When writing out the entries below, keep only the lines from the line with "The width and height of the screenshot is (868, 415)." to the line with "Task: Click on the page-link-20: 20", both included, exactly as they are, and leave the pictures aside.
____________
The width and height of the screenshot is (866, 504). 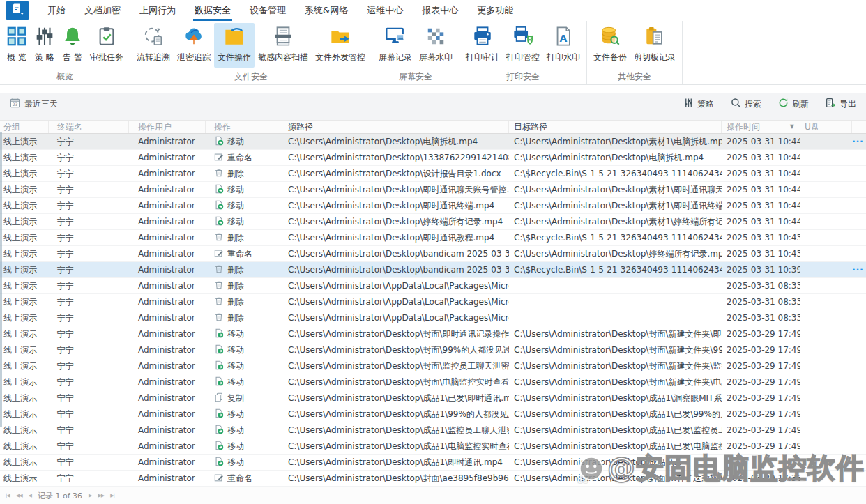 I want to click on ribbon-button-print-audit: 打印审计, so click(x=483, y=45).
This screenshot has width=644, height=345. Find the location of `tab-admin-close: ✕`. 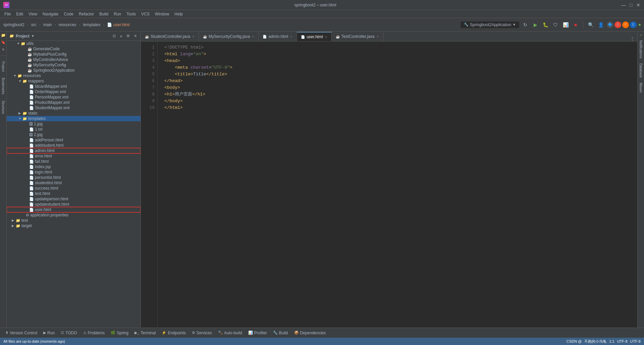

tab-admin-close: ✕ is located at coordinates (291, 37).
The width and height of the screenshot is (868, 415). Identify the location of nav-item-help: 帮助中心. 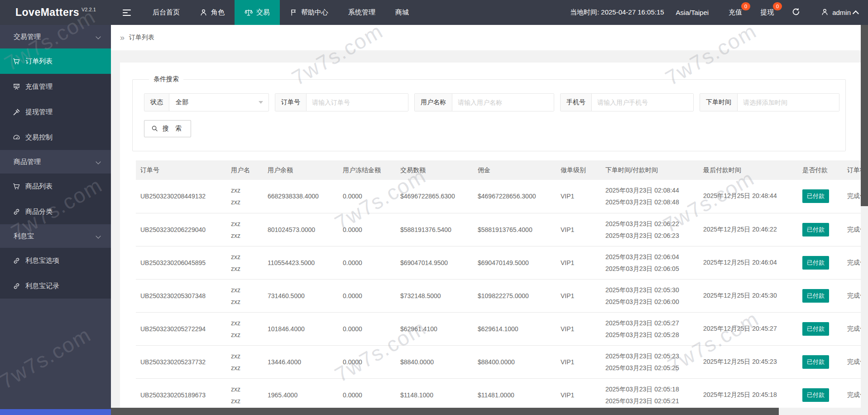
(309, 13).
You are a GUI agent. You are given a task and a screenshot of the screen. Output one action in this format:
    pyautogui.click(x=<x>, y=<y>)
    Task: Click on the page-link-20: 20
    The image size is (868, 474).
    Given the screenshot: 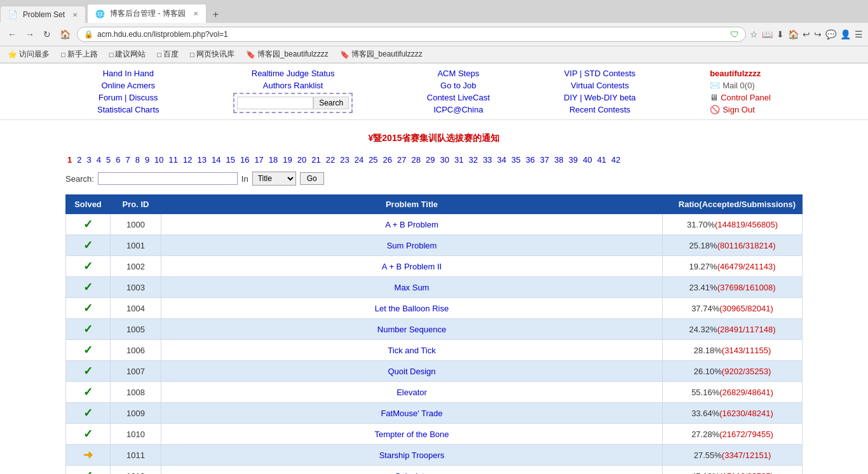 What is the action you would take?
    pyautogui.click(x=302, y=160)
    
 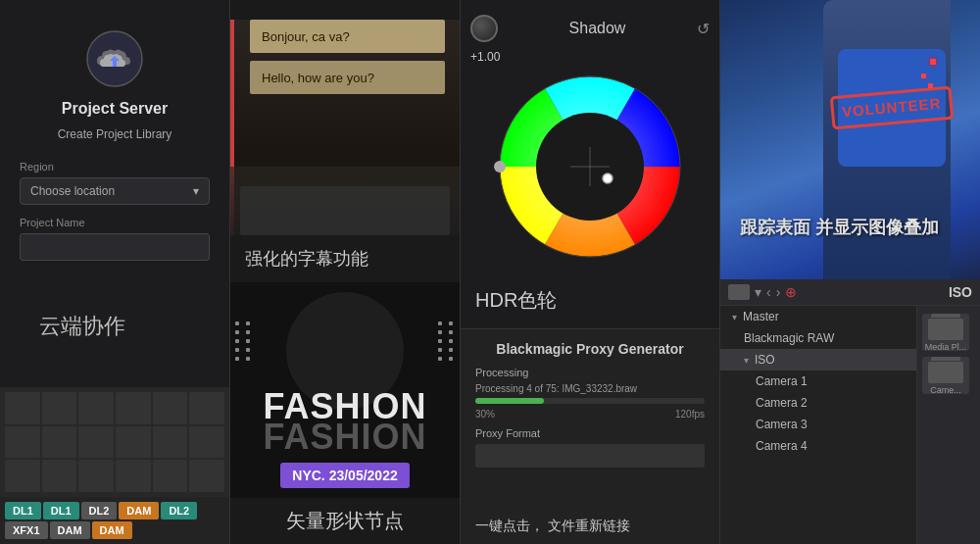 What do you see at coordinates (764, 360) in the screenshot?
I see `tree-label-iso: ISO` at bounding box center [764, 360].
____________
# Exercise solution
The width and height of the screenshot is (868, 415). Identify the location of nav-item-help: 帮助中心. 
(309, 13).
You are a GUI agent. You are given a task and a screenshot of the screen. Output one action in this format:
    pyautogui.click(x=<x>, y=<y>)
    Task: Click on the page-link-20: 20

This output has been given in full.